In 1899, Bayer (BAYRY) patented acetylsalicylic acid – what we now call aspirin. This “miracle drug” then became the cornerstone of one of the most powerful pharmaceutical empires the world had ever seen.
Unfortunately for Bayer, by 1917, they had to give up the patent as part of World War I reparations. Poof. Gone. That’s biotech for you. You can invent the wheel and still get kicked off the cart.
Regeneron (REGN) knows this dance well. It gave the world Eylea, which redefined treatment for macular degeneration, and now, thanks to biosimilars and attention-deficit investors, it’s being priced like a tired has-been. Which is great because it’s nowhere near done. And the smart money knows it.
Eylea’s decline has been predictable but exaggerated. The original anti-VEGF therapy has faced a barrage of competition from Roche’s (RHHBY) Vabysmo and a new crop of biosimilars.
Yes, revenue is falling – from $6.3 billion in 2022 to an estimated $2.6 billion this year – but the narrative of terminal decline misses the evolution happening under the hood.
Regeneron launched Eylea HD, a longer-acting formulation with competitive dosing flexibility, and within a year, it already accounts for nearly half of franchise’s net sales.
Still, Eylea is no longer the crown jewel. That honor goes to Dupixent, the interleukin-4 receptor antagonist that’s quietly become one of the most commercially successful biologics in history.
Over 1.3 million patients have been treated. Revenue for 2025 is estimated at $17.7 billion globally, with Regeneron pocketing nearly $6 billion in collaboration payments from Sanofi (SNY).
And by Q3 of this year, the company expects to finish paying down its development balance with Sanofi, unlocking even more cash flow directly tied to Dupixent’s runaway success. This turns it into a royalty stream with muscle.
Investors hoping for hard guidance won’t get it. Regeneron plays its forecasts close to the chest.
But Q3 earnings came in well above consensus, and there’s no reason to expect anything less when Q4 numbers hit. I’m modeling $3.83 billion in revenue and non-GAAP EPS of around $11.60, comfortably ahead of consensus.
The market hasn’t fully priced in the acceleration we’re likely to see over the next 12–24 months, especially once that Sanofi obligation comes off the books.
Beyond the big two, the company is building out a solid supporting cast. Libtayo, its checkpoint inhibitor, is now approved for adjuvant cutaneous squamous cell carcinoma.
This is a small but telling victory given that Merck’s (MRK) Keytruda hasn’t managed the same.
Libtayo is also gaining traction in advanced lung cancer and looks set to break $1.4 billion in 2025, with a realistic path toward $2.5 billion by 2030.
Kevzara, Regeneron’s arthritis treatment, may not be flashy, but it’s growing steadily and could cross $1 billion in annual revenue if current trends hold.
Then there’s the pipeline – dense, diverse, and deliberately underhyped. Late-stage candidates span immunology, oncology, hematology, rare disease, and cardiometabolic.
Regeneron has a GLP-1 receptor agonist in late trials in China (via Hansoh Pharma), aiming to enter the lucrative obesity and diabetes space currently dominated by Novo Nordisk (NVO) and Eli Lilly (LLY).
If the data are even modestly positive, it could mark Regeneron’s entry into a $60 billion annual revenue category. That alone would shift the valuation conversation dramatically.
The company is also making a stealthy but serious move into gene therapy.
Nex-Z, developed with Intellia for transthyretin amyloidosis (ATTR-CM), has had safety bumps, but early data expected in the first half of 2026 could reopen the door to an entirely new commercial pathway.
It’s a moonshot, yes, but one with Regeneron’s manufacturing precision and clinical rigor behind it.
Financially, Regeneron is pristine. Over $8 billion in cash, a trivial $2 billion in long-term debt, and nearly $4 billion returned to shareholders in 2025.
They’ve even initiated a dividend – small, for now, but a clear signal that they’re entering a phase of stable, cash-generative maturity. Using a modest 8.5% discount rate, my DCF models peg fair value at north of $900 per share, which is an unsexy but quietly compelling 20% upside.
What makes this story so attractive isn’t hype or speculative science. Its durability.
Regeneron has built a business that functions with the confidence of a company that’s already won big – and knows exactly how to do it again.
There’s none of the frantic scrambling you see in earlier-stage biotechs, nor the bloated complacency that haunts Big Pharma. Just a quiet, clinical execution of a long game.
So while the market is busy chasing the next shiny object, Regeneron is doing what it’s always done best: making money, expanding access, and turning solid science into shareholder value.
And unlike Bayer in 1917, they get to keep the aspirin.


Exercise details
It would help if you retyped the data exactly, leaving out the pictures.

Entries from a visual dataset
*** Block opens ***
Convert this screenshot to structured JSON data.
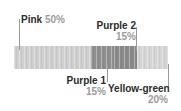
{
  "chart_data": {
    "type": "bar",
    "subtype": "stacked-horizontal-100",
    "title": "",
    "xlabel": "",
    "ylabel": "",
    "grid": false,
    "legend_position": "callout-labels",
    "orientation": "horizontal",
    "total": 100,
    "units": "%",
    "categories": [
      "Pink",
      "Purple 1",
      "Purple 2",
      "Yellow-green"
    ],
    "values": [
      50,
      15,
      15,
      20
    ],
    "series": [
      {
        "name": "Composition",
        "values": [
          50,
          15,
          15,
          20
        ]
      }
    ],
    "segments": [
      {
        "label": "Pink",
        "value": 50,
        "value_text": "50%",
        "color": "#cfcfcf"
      },
      {
        "label": "Purple 1",
        "value": 15,
        "value_text": "15%",
        "color": "#8f8f8f"
      },
      {
        "label": "Purple 2",
        "value": 15,
        "value_text": "15%",
        "color": "#8a8a8a"
      },
      {
        "label": "Yellow-green",
        "value": 20,
        "value_text": "20%",
        "color": "#d5d5d5"
      }
    ]
  },
  "callouts": {
    "pink": {
      "name": "Pink",
      "pct": "50%"
    },
    "purple1": {
      "name": "Purple 1",
      "pct": "15%"
    },
    "purple2": {
      "name": "Purple 2",
      "pct": "15%"
    },
    "yellowgreen": {
      "name": "Yellow-green",
      "pct": "20%"
    }
  },
  "colors": {
    "background": "#ffffff",
    "segment_pink": "#cfcfcf",
    "segment_purple1": "#8f8f8f",
    "segment_purple2": "#8a8a8a",
    "segment_yellowgreen": "#d5d5d5",
    "label_name": "#2b2b2b",
    "label_percent": "#9b9b9b",
    "leader_line": "#9a9a9a"
  }
}
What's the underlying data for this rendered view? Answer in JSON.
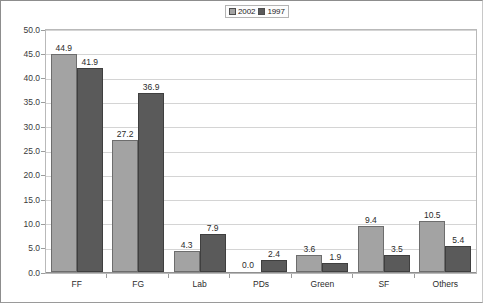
{
  "chart_data": {
    "type": "bar",
    "title": "",
    "xlabel": "",
    "ylabel": "",
    "categories": [
      "FF",
      "FG",
      "Lab",
      "PDs",
      "Green",
      "SF",
      "Others"
    ],
    "series": [
      {
        "name": "2002",
        "color": "#a3a3a3",
        "values": [
          44.9,
          27.2,
          4.3,
          0.0,
          3.6,
          9.4,
          10.5
        ]
      },
      {
        "name": "1997",
        "color": "#5a5a5a",
        "values": [
          41.9,
          36.9,
          7.9,
          2.4,
          1.9,
          3.5,
          5.4
        ]
      }
    ],
    "value_labels": [
      [
        "44.9",
        "27.2",
        "4.3",
        "0.0",
        "3.6",
        "9.4",
        "10.5"
      ],
      [
        "41.9",
        "36.9",
        "7.9",
        "2.4",
        "1.9",
        "3.5",
        "5.4"
      ]
    ],
    "ylim": [
      0.0,
      50.0
    ],
    "ytick_step": 5.0,
    "ytick_labels": [
      "50.0",
      "45.0",
      "40.0",
      "35.0",
      "30.0",
      "25.0",
      "20.0",
      "15.0",
      "10.0",
      "5.0",
      "0.0"
    ],
    "ytick_values": [
      50.0,
      45.0,
      40.0,
      35.0,
      30.0,
      25.0,
      20.0,
      15.0,
      10.0,
      5.0,
      0.0
    ],
    "grid": "horizontal",
    "legend_position": "top-center",
    "legend_entries": [
      "2002",
      "1997"
    ]
  },
  "legend": {
    "items": [
      {
        "label": "2002",
        "swatch": "legend-swatch-2002"
      },
      {
        "label": "1997",
        "swatch": "legend-swatch-1997"
      }
    ]
  }
}
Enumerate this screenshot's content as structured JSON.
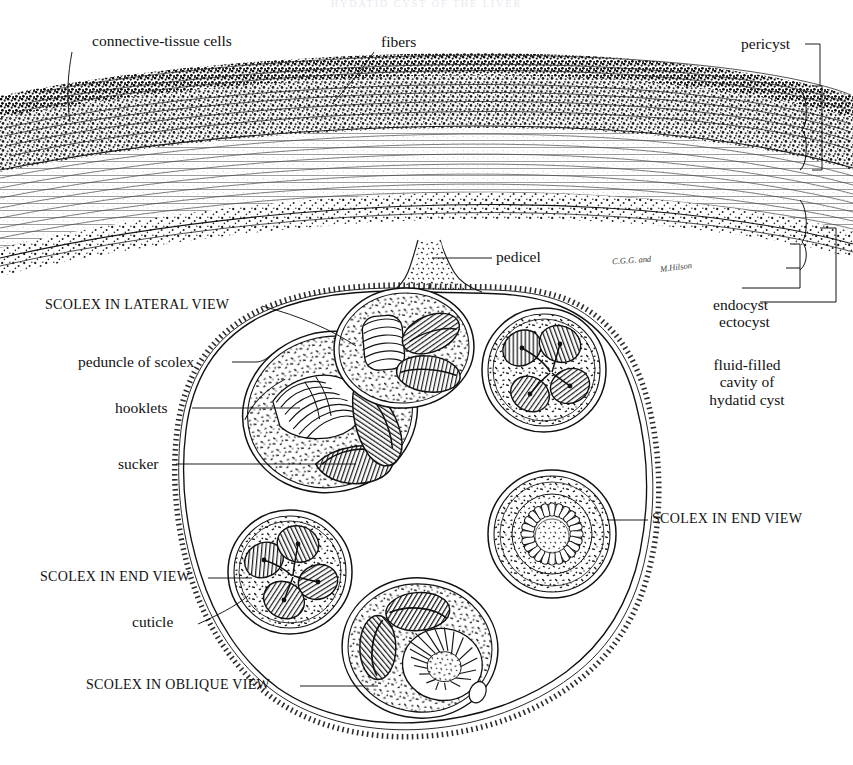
{
  "plate": {
    "title": "HYDATID CYST OF THE LIVER",
    "signature_primary": "C.G.G. and",
    "signature_secondary": "M.Hilson"
  },
  "labels": {
    "connective_tissue_cells": "connective-tissue cells",
    "fibers": "fibers",
    "pericyst": "pericyst",
    "pedicel": "pedicel",
    "endocyst": "endocyst",
    "ectocyst": "ectocyst",
    "scolex_lateral": "SCOLEX IN LATERAL VIEW",
    "peduncle_of_scolex": "peduncle of scolex",
    "hooklets": "hooklets",
    "sucker": "sucker",
    "fluid_cavity_line1": "fluid-filled",
    "fluid_cavity_line2": "cavity of",
    "fluid_cavity_line3": "hydatid cyst",
    "scolex_end_right": "SCOLEX IN END VIEW",
    "scolex_end_left": "SCOLEX IN END VIEW",
    "cuticle": "cuticle",
    "scolex_oblique": "SCOLEX IN OBLIQUE VIEW"
  },
  "colors": {
    "ink": "#111111",
    "paper": "#ffffff",
    "stipple_dense": "#1a1a1a",
    "stipple_light": "#2b2b2b",
    "lamina": "#444444"
  },
  "structures": {
    "wall_layers": [
      {
        "name": "pericyst",
        "texture": "dense-stipple",
        "description": "fibrous connective-tissue capsule with cells and fibers"
      },
      {
        "name": "ectocyst",
        "texture": "laminated-lines",
        "description": "laminated acellular membrane"
      },
      {
        "name": "endocyst",
        "texture": "fine-dots",
        "description": "germinal layer"
      }
    ],
    "brood_capsules": [
      {
        "id": "lateral",
        "view": "lateral",
        "cx": 330,
        "cy": 410,
        "rx": 85,
        "ry": 78,
        "rot": -18
      },
      {
        "id": "upper-mid",
        "view": "lateral-partial",
        "cx": 400,
        "cy": 345,
        "rx": 62,
        "ry": 52,
        "rot": -6
      },
      {
        "id": "upper-right",
        "view": "end",
        "cx": 540,
        "cy": 368,
        "rx": 58,
        "ry": 56,
        "rot": 0
      },
      {
        "id": "right-end",
        "view": "end",
        "cx": 552,
        "cy": 532,
        "rx": 60,
        "ry": 58,
        "rot": 0
      },
      {
        "id": "lower-left",
        "view": "end",
        "cx": 288,
        "cy": 570,
        "rx": 58,
        "ry": 57,
        "rot": 0
      },
      {
        "id": "lower-mid",
        "view": "oblique",
        "cx": 418,
        "cy": 645,
        "rx": 72,
        "ry": 64,
        "rot": 8
      }
    ],
    "sucker_count_per_scolex": 4
  }
}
*** Block closes ***
Result of this task
Convert this screenshot to structured JSON data.
{
  "chart_data": {
    "type": "bar",
    "subtype": "stacked-horizontal-100",
    "title": "",
    "xlabel": "",
    "ylabel": "",
    "grid": false,
    "legend_position": "callout-labels",
    "orientation": "horizontal",
    "total": 100,
    "units": "%",
    "categories": [
      "Pink",
      "Purple 1",
      "Purple 2",
      "Yellow-green"
    ],
    "values": [
      50,
      15,
      15,
      20
    ],
    "series": [
      {
        "name": "Composition",
        "values": [
          50,
          15,
          15,
          20
        ]
      }
    ],
    "segments": [
      {
        "label": "Pink",
        "value": 50,
        "value_text": "50%",
        "color": "#cfcfcf"
      },
      {
        "label": "Purple 1",
        "value": 15,
        "value_text": "15%",
        "color": "#8f8f8f"
      },
      {
        "label": "Purple 2",
        "value": 15,
        "value_text": "15%",
        "color": "#8a8a8a"
      },
      {
        "label": "Yellow-green",
        "value": 20,
        "value_text": "20%",
        "color": "#d5d5d5"
      }
    ]
  },
  "callouts": {
    "pink": {
      "name": "Pink",
      "pct": "50%"
    },
    "purple1": {
      "name": "Purple 1",
      "pct": "15%"
    },
    "purple2": {
      "name": "Purple 2",
      "pct": "15%"
    },
    "yellowgreen": {
      "name": "Yellow-green",
      "pct": "20%"
    }
  },
  "colors": {
    "background": "#ffffff",
    "segment_pink": "#cfcfcf",
    "segment_purple1": "#8f8f8f",
    "segment_purple2": "#8a8a8a",
    "segment_yellowgreen": "#d5d5d5",
    "label_name": "#2b2b2b",
    "label_percent": "#9b9b9b",
    "leader_line": "#9a9a9a"
  }
}
What's the underlying data for this rendered view? Answer in JSON.
{
  "chart_data": {
    "type": "bar",
    "title": "",
    "xlabel": "",
    "ylabel": "",
    "categories": [
      "FF",
      "FG",
      "Lab",
      "PDs",
      "Green",
      "SF",
      "Others"
    ],
    "series": [
      {
        "name": "2002",
        "color": "#a3a3a3",
        "values": [
          44.9,
          27.2,
          4.3,
          0.0,
          3.6,
          9.4,
          10.5
        ]
      },
      {
        "name": "1997",
        "color": "#5a5a5a",
        "values": [
          41.9,
          36.9,
          7.9,
          2.4,
          1.9,
          3.5,
          5.4
        ]
      }
    ],
    "value_labels": [
      [
        "44.9",
        "27.2",
        "4.3",
        "0.0",
        "3.6",
        "9.4",
        "10.5"
      ],
      [
        "41.9",
        "36.9",
        "7.9",
        "2.4",
        "1.9",
        "3.5",
        "5.4"
      ]
    ],
    "ylim": [
      0.0,
      50.0
    ],
    "ytick_step": 5.0,
    "ytick_labels": [
      "50.0",
      "45.0",
      "40.0",
      "35.0",
      "30.0",
      "25.0",
      "20.0",
      "15.0",
      "10.0",
      "5.0",
      "0.0"
    ],
    "ytick_values": [
      50.0,
      45.0,
      40.0,
      35.0,
      30.0,
      25.0,
      20.0,
      15.0,
      10.0,
      5.0,
      0.0
    ],
    "grid": "horizontal",
    "legend_position": "top-center",
    "legend_entries": [
      "2002",
      "1997"
    ]
  },
  "legend": {
    "items": [
      {
        "label": "2002",
        "swatch": "legend-swatch-2002"
      },
      {
        "label": "1997",
        "swatch": "legend-swatch-1997"
      }
    ]
  }
}
Enumerate this screenshot's content as structured JSON.
{
  "plate": {
    "title": "HYDATID CYST OF THE LIVER",
    "signature_primary": "C.G.G. and",
    "signature_secondary": "M.Hilson"
  },
  "labels": {
    "connective_tissue_cells": "connective-tissue cells",
    "fibers": "fibers",
    "pericyst": "pericyst",
    "pedicel": "pedicel",
    "endocyst": "endocyst",
    "ectocyst": "ectocyst",
    "scolex_lateral": "SCOLEX IN LATERAL VIEW",
    "peduncle_of_scolex": "peduncle of scolex",
    "hooklets": "hooklets",
    "sucker": "sucker",
    "fluid_cavity_line1": "fluid-filled",
    "fluid_cavity_line2": "cavity of",
    "fluid_cavity_line3": "hydatid cyst",
    "scolex_end_right": "SCOLEX IN END VIEW",
    "scolex_end_left": "SCOLEX IN END VIEW",
    "cuticle": "cuticle",
    "scolex_oblique": "SCOLEX IN OBLIQUE VIEW"
  },
  "colors": {
    "ink": "#111111",
    "paper": "#ffffff",
    "stipple_dense": "#1a1a1a",
    "stipple_light": "#2b2b2b",
    "lamina": "#444444"
  },
  "structures": {
    "wall_layers": [
      {
        "name": "pericyst",
        "texture": "dense-stipple",
        "description": "fibrous connective-tissue capsule with cells and fibers"
      },
      {
        "name": "ectocyst",
        "texture": "laminated-lines",
        "description": "laminated acellular membrane"
      },
      {
        "name": "endocyst",
        "texture": "fine-dots",
        "description": "germinal layer"
      }
    ],
    "brood_capsules": [
      {
        "id": "lateral",
        "view": "lateral",
        "cx": 330,
        "cy": 410,
        "rx": 85,
        "ry": 78,
        "rot": -18
      },
      {
        "id": "upper-mid",
        "view": "lateral-partial",
        "cx": 400,
        "cy": 345,
        "rx": 62,
        "ry": 52,
        "rot": -6
      },
      {
        "id": "upper-right",
        "view": "end",
        "cx": 540,
        "cy": 368,
        "rx": 58,
        "ry": 56,
        "rot": 0
      },
      {
        "id": "right-end",
        "view": "end",
        "cx": 552,
        "cy": 532,
        "rx": 60,
        "ry": 58,
        "rot": 0
      },
      {
        "id": "lower-left",
        "view": "end",
        "cx": 288,
        "cy": 570,
        "rx": 58,
        "ry": 57,
        "rot": 0
      },
      {
        "id": "lower-mid",
        "view": "oblique",
        "cx": 418,
        "cy": 645,
        "rx": 72,
        "ry": 64,
        "rot": 8
      }
    ],
    "sucker_count_per_scolex": 4
  }
}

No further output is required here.